Maya are banned from holding ceremonies at the temples their ancestors built
Skift Take
Mayan priests started off ceremonies aimed at marking the end of the current era in the Mayan long-count calendar Thursday, with dancing, incense and rituals designed to thank the gods.
The Mayas performed the “New Fire” ceremony at a park in Mexico City, but complained they have been barred by authorities from performing rituals at their ancestral temples in the Maya region.
The Mayas measure time in 394-year periods known as Baktuns. The 13th Baktun ends around Dec. 21, and 13 is considered a sacred number for the Maya.
The estimated 800,000 surviving Mayas in Mexico are hoping for a better new Baktun than the one now ending, which began around 1618. It included the painful aftermath of the Spanish conquest in which Mayas and other indigenous groups saw their temples and sacred writings systematically destroyed and their population decimated by European diseases and forced labor.
“This is the ending of an era for the Maya, an era which has been very intense for us, in which we have had suffering and pain,” said Mayan priest Jose Manrique Esquivel, 52, who wore a feather headdress and body paint for the ceremony. For the new Baktun, he said, “we are praying the wars, the conflicts, the hunger to end.”
The Maya survived all of that suffering with their pride intact.
“We were not conquered, we are still here, we are alive and so is our culture our language, our food, our history,” Manrique Esquivel said.
The priest, who is in agreement with most archaeologists and astronomers, doesn’t believe the ancient Mayas predicted the world would end with the close of the current Baktun. Some bloggers and astronomy enthusiasts have suggested the Mayan calendar would “run out” on Dec. 21.
Despite the generally festive atmosphere at the ceremony, there was some discontent that the government won’t allow Mayan priests and healers to perform their ceremonies inside archaeological sites like Chichen Itza, Coban and Tulum that their ancestors built.
“We would like to do these ceremonies in the archaeological sites, but unfortunately they won’t let us enter,” Manrique Esquivel said. “It makes us angry, but that’s the way it is … we perform our rituals in patios, in fields, in vacant lots, wherever we can.”
Francisco de Anda, the press director for the government’s National Institute of Anthropology and History, which oversees archaeological sites in Mexico, said there were two reasons for the ban on ceremonies. “In part it is for visitor safety, and also for preservation of the sites, especially on dates when there are massive numbers of visitors.”
For example, he noted, at the spring equinox in 2011, about 35,000 people visited Chichen Itza on a single day. Throngs of that size create potential hazards on stairways and in other steep or narrow spots, and holding ceremonies with fire or incense might add to that, he said.
“Many of the groups that want to hold ceremonies bring braziers and want to burn incense, and that simply isn’t allowed,” De Anda added.
Moreover, they probably couldn’t perform rituals on the temple platforms where their ancestors worshipped, because the structures could deteriorate under the weight and the foot traffic of the gatherings.
“For conservation reason, there is a ban on climbing up about 80 percent of the structures at Chichen Itza,” De Anda said.
De Anda said a big spike in visitors was also expected at sites like the ruins of the Mayan city of Coban and the seaside ruins at Tulum, where similar rules are in effect.
Saul Ancona, the tourism secretary for Yucatan, the state in southern Mexico with the largest Mayan population, said the Mayas would be very much present in what is being billed as the “Festival of the Maya Culture” planned to coincide with Dec. 21.
He said that a presentation called “Sacred Moments of the Maya” would be performed by about 250 Mayas in the Yucatan city of Valladolid and that the state was promoting the date as a chance for visitors “to enjoy Mayan culture and get to know the Mayas.”
Ancona is so sure the world isn’t going to end that the state tourism department is already planning the 2013 edition of the festival. “What we have done is to plan a series of festivals, to celebrate a new era, a new beginning,” he said.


| Goal of the exercise |
The entries are to be output in full, word for word.

--

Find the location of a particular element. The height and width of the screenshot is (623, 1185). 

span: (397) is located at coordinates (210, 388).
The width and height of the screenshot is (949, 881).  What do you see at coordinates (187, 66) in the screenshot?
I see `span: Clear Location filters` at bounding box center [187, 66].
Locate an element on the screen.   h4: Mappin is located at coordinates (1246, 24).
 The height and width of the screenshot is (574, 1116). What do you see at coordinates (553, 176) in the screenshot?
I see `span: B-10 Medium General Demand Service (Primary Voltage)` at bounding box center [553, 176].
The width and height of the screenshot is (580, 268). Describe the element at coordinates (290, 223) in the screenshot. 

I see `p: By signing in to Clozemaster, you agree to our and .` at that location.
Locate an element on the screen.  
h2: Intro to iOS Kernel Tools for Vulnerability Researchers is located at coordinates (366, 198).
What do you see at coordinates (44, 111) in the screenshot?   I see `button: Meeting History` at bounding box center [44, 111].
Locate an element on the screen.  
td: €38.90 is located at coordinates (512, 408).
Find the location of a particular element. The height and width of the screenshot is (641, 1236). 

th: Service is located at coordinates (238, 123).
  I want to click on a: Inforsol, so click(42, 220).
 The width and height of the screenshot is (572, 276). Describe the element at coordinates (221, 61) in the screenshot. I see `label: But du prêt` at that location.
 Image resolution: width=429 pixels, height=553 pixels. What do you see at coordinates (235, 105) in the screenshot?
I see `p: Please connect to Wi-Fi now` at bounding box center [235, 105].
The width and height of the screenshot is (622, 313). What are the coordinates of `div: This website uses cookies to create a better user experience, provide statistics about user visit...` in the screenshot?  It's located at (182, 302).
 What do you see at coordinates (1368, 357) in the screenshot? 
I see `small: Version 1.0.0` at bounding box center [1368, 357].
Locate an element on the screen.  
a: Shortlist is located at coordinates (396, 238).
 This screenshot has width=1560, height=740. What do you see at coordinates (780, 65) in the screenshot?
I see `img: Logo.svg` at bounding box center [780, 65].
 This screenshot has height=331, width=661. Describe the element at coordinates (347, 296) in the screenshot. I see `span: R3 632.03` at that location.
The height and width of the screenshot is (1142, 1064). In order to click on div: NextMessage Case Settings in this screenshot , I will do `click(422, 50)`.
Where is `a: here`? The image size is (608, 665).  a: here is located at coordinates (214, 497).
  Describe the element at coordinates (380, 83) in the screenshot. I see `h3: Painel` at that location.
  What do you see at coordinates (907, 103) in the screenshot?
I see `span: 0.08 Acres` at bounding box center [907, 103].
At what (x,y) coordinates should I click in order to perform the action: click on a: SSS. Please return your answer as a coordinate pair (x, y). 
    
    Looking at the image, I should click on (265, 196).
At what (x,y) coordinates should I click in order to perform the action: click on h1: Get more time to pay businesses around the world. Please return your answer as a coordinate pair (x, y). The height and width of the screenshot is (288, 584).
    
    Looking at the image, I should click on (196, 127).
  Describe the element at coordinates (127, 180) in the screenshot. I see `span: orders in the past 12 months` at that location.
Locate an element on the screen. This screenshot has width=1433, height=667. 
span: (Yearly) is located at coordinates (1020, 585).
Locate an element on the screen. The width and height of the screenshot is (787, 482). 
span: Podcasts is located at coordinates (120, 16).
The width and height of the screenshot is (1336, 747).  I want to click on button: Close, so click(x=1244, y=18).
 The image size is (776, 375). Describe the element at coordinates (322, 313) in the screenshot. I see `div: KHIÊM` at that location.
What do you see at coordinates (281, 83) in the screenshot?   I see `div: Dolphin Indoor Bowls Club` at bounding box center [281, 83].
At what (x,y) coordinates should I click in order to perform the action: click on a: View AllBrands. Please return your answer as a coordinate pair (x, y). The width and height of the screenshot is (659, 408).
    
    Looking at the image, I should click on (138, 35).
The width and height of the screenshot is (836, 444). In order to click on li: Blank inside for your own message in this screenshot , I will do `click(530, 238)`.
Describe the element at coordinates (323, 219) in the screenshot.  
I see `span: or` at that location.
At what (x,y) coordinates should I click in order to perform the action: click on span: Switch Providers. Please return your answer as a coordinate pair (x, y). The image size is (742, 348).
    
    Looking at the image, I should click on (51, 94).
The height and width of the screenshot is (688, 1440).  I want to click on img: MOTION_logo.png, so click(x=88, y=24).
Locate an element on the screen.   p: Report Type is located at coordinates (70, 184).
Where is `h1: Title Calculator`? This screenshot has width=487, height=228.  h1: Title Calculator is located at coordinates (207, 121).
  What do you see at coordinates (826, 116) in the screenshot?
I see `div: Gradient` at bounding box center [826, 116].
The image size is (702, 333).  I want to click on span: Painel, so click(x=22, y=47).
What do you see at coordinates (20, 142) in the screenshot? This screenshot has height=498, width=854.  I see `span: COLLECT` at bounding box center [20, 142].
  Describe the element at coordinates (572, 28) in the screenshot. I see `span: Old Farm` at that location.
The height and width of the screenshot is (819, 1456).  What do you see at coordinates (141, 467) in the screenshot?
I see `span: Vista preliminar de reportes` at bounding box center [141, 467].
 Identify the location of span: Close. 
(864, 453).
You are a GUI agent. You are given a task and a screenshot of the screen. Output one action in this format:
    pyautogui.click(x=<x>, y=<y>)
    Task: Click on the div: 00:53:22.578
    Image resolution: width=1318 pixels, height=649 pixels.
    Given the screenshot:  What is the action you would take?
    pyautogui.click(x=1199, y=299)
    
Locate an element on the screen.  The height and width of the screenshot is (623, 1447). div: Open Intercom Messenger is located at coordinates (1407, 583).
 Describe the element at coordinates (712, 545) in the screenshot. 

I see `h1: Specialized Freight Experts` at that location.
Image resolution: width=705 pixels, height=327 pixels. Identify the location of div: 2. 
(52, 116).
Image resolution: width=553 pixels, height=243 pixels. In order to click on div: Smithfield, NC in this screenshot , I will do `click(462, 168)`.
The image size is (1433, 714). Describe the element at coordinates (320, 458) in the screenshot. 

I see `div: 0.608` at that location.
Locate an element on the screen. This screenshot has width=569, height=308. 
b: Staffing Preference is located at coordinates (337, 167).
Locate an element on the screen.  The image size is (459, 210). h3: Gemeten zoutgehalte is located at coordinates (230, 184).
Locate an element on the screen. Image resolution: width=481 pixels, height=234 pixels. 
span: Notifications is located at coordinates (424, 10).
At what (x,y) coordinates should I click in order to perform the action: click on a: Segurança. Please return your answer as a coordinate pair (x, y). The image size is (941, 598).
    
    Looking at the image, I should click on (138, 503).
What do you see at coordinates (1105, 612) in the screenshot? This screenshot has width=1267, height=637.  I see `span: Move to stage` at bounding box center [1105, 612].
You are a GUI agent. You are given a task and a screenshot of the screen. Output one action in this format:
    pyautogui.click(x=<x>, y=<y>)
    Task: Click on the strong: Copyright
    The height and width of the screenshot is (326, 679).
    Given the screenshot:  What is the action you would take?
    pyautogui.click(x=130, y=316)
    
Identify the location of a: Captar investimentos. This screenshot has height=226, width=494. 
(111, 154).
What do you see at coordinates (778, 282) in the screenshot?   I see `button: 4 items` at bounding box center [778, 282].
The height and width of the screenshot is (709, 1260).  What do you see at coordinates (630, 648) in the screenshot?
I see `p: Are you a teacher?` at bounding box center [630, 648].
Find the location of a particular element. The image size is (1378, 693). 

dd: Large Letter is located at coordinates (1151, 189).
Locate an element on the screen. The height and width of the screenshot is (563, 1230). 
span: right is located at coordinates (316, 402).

--

| Output for this task |
Find the location of a particular element. The height and width of the screenshot is (623, 1185). 

span: (397) is located at coordinates (210, 388).
The width and height of the screenshot is (949, 881).  What do you see at coordinates (187, 66) in the screenshot?
I see `span: Clear Location filters` at bounding box center [187, 66].
Locate an element on the screen.   h4: Mappin is located at coordinates (1246, 24).
 The height and width of the screenshot is (574, 1116). What do you see at coordinates (553, 176) in the screenshot?
I see `span: B-10 Medium General Demand Service (Primary Voltage)` at bounding box center [553, 176].
The width and height of the screenshot is (580, 268). Describe the element at coordinates (290, 223) in the screenshot. 

I see `p: By signing in to Clozemaster, you agree to our and .` at that location.
Locate an element on the screen.  
h2: Intro to iOS Kernel Tools for Vulnerability Researchers is located at coordinates (366, 198).
What do you see at coordinates (44, 111) in the screenshot?   I see `button: Meeting History` at bounding box center [44, 111].
Locate an element on the screen.  
td: €38.90 is located at coordinates (512, 408).
Find the location of a particular element. The height and width of the screenshot is (641, 1236). 

th: Service is located at coordinates (238, 123).
  I want to click on a: Inforsol, so click(42, 220).
 The width and height of the screenshot is (572, 276). Describe the element at coordinates (221, 61) in the screenshot. I see `label: But du prêt` at that location.
 Image resolution: width=429 pixels, height=553 pixels. What do you see at coordinates (235, 105) in the screenshot?
I see `p: Please connect to Wi-Fi now` at bounding box center [235, 105].
The width and height of the screenshot is (622, 313). What are the coordinates of `div: This website uses cookies to create a better user experience, provide statistics about user visit...` in the screenshot?  It's located at (182, 302).
 What do you see at coordinates (1368, 357) in the screenshot? 
I see `small: Version 1.0.0` at bounding box center [1368, 357].
Locate an element on the screen.  
a: Shortlist is located at coordinates (396, 238).
 This screenshot has width=1560, height=740. What do you see at coordinates (780, 65) in the screenshot?
I see `img: Logo.svg` at bounding box center [780, 65].
 This screenshot has height=331, width=661. Describe the element at coordinates (347, 296) in the screenshot. I see `span: R3 632.03` at that location.
The height and width of the screenshot is (1142, 1064). In order to click on div: NextMessage Case Settings in this screenshot , I will do `click(422, 50)`.
Where is `a: here`? The image size is (608, 665).  a: here is located at coordinates (214, 497).
  Describe the element at coordinates (380, 83) in the screenshot. I see `h3: Painel` at that location.
  What do you see at coordinates (907, 103) in the screenshot?
I see `span: 0.08 Acres` at bounding box center [907, 103].
At what (x,y) coordinates should I click in order to perform the action: click on a: SSS. Please return your answer as a coordinate pair (x, y). 
    
    Looking at the image, I should click on (265, 196).
At what (x,y) coordinates should I click in order to perform the action: click on h1: Get more time to pay businesses around the world. Please return your answer as a coordinate pair (x, y). The height and width of the screenshot is (288, 584).
    
    Looking at the image, I should click on (196, 127).
  Describe the element at coordinates (127, 180) in the screenshot. I see `span: orders in the past 12 months` at that location.
Locate an element on the screen. This screenshot has width=1433, height=667. 
span: (Yearly) is located at coordinates (1020, 585).
Locate an element on the screen. The width and height of the screenshot is (787, 482). 
span: Podcasts is located at coordinates (120, 16).
The width and height of the screenshot is (1336, 747).  I want to click on button: Close, so click(x=1244, y=18).
 The image size is (776, 375). Describe the element at coordinates (322, 313) in the screenshot. I see `div: KHIÊM` at that location.
What do you see at coordinates (281, 83) in the screenshot?   I see `div: Dolphin Indoor Bowls Club` at bounding box center [281, 83].
At what (x,y) coordinates should I click in order to perform the action: click on a: View AllBrands. Please return your answer as a coordinate pair (x, y). The width and height of the screenshot is (659, 408).
    
    Looking at the image, I should click on (138, 35).
The width and height of the screenshot is (836, 444). In order to click on li: Blank inside for your own message in this screenshot , I will do `click(530, 238)`.
Describe the element at coordinates (323, 219) in the screenshot.  
I see `span: or` at that location.
At what (x,y) coordinates should I click in order to perform the action: click on span: Switch Providers. Please return your answer as a coordinate pair (x, y). The image size is (742, 348).
    
    Looking at the image, I should click on (51, 94).
The height and width of the screenshot is (688, 1440).  I want to click on img: MOTION_logo.png, so click(x=88, y=24).
Locate an element on the screen.   p: Report Type is located at coordinates (70, 184).
Where is `h1: Title Calculator`? This screenshot has width=487, height=228.  h1: Title Calculator is located at coordinates (207, 121).
  What do you see at coordinates (826, 116) in the screenshot?
I see `div: Gradient` at bounding box center [826, 116].
The image size is (702, 333).  I want to click on span: Painel, so click(x=22, y=47).
What do you see at coordinates (20, 142) in the screenshot? This screenshot has height=498, width=854.  I see `span: COLLECT` at bounding box center [20, 142].
  Describe the element at coordinates (572, 28) in the screenshot. I see `span: Old Farm` at that location.
The height and width of the screenshot is (819, 1456).  What do you see at coordinates (141, 467) in the screenshot?
I see `span: Vista preliminar de reportes` at bounding box center [141, 467].
 Identify the location of span: Close. 
(864, 453).
You are a GUI agent. You are given a task and a screenshot of the screen. Output one action in this format:
    pyautogui.click(x=<x>, y=<y>)
    Task: Click on the div: 00:53:22.578
    Image resolution: width=1318 pixels, height=649 pixels.
    Given the screenshot:  What is the action you would take?
    pyautogui.click(x=1199, y=299)
    
Locate an element on the screen.  The height and width of the screenshot is (623, 1447). div: Open Intercom Messenger is located at coordinates (1407, 583).
 Describe the element at coordinates (712, 545) in the screenshot. 

I see `h1: Specialized Freight Experts` at that location.
Image resolution: width=705 pixels, height=327 pixels. Identify the location of div: 2. 
(52, 116).
Image resolution: width=553 pixels, height=243 pixels. In order to click on div: Smithfield, NC in this screenshot , I will do `click(462, 168)`.
The image size is (1433, 714). Describe the element at coordinates (320, 458) in the screenshot. 

I see `div: 0.608` at that location.
Locate an element on the screen. This screenshot has width=569, height=308. 
b: Staffing Preference is located at coordinates (337, 167).
Locate an element on the screen.  The image size is (459, 210). h3: Gemeten zoutgehalte is located at coordinates (230, 184).
Locate an element on the screen. Image resolution: width=481 pixels, height=234 pixels. 
span: Notifications is located at coordinates (424, 10).
At what (x,y) coordinates should I click in order to perform the action: click on a: Segurança. Please return your answer as a coordinate pair (x, y). The image size is (941, 598).
    
    Looking at the image, I should click on (138, 503).
What do you see at coordinates (1105, 612) in the screenshot? This screenshot has width=1267, height=637.  I see `span: Move to stage` at bounding box center [1105, 612].
You are a GUI agent. You are given a task and a screenshot of the screen. Output one action in this format:
    pyautogui.click(x=<x>, y=<y>)
    Task: Click on the strong: Copyright
    The height and width of the screenshot is (326, 679).
    Given the screenshot:  What is the action you would take?
    pyautogui.click(x=130, y=316)
    
Identify the location of a: Captar investimentos. This screenshot has height=226, width=494. 
(111, 154).
What do you see at coordinates (778, 282) in the screenshot?   I see `button: 4 items` at bounding box center [778, 282].
The height and width of the screenshot is (709, 1260).  What do you see at coordinates (630, 648) in the screenshot?
I see `p: Are you a teacher?` at bounding box center [630, 648].
Find the location of a particular element. The image size is (1378, 693). 

dd: Large Letter is located at coordinates (1151, 189).
Locate an element on the screen. The height and width of the screenshot is (563, 1230). 
span: right is located at coordinates (316, 402).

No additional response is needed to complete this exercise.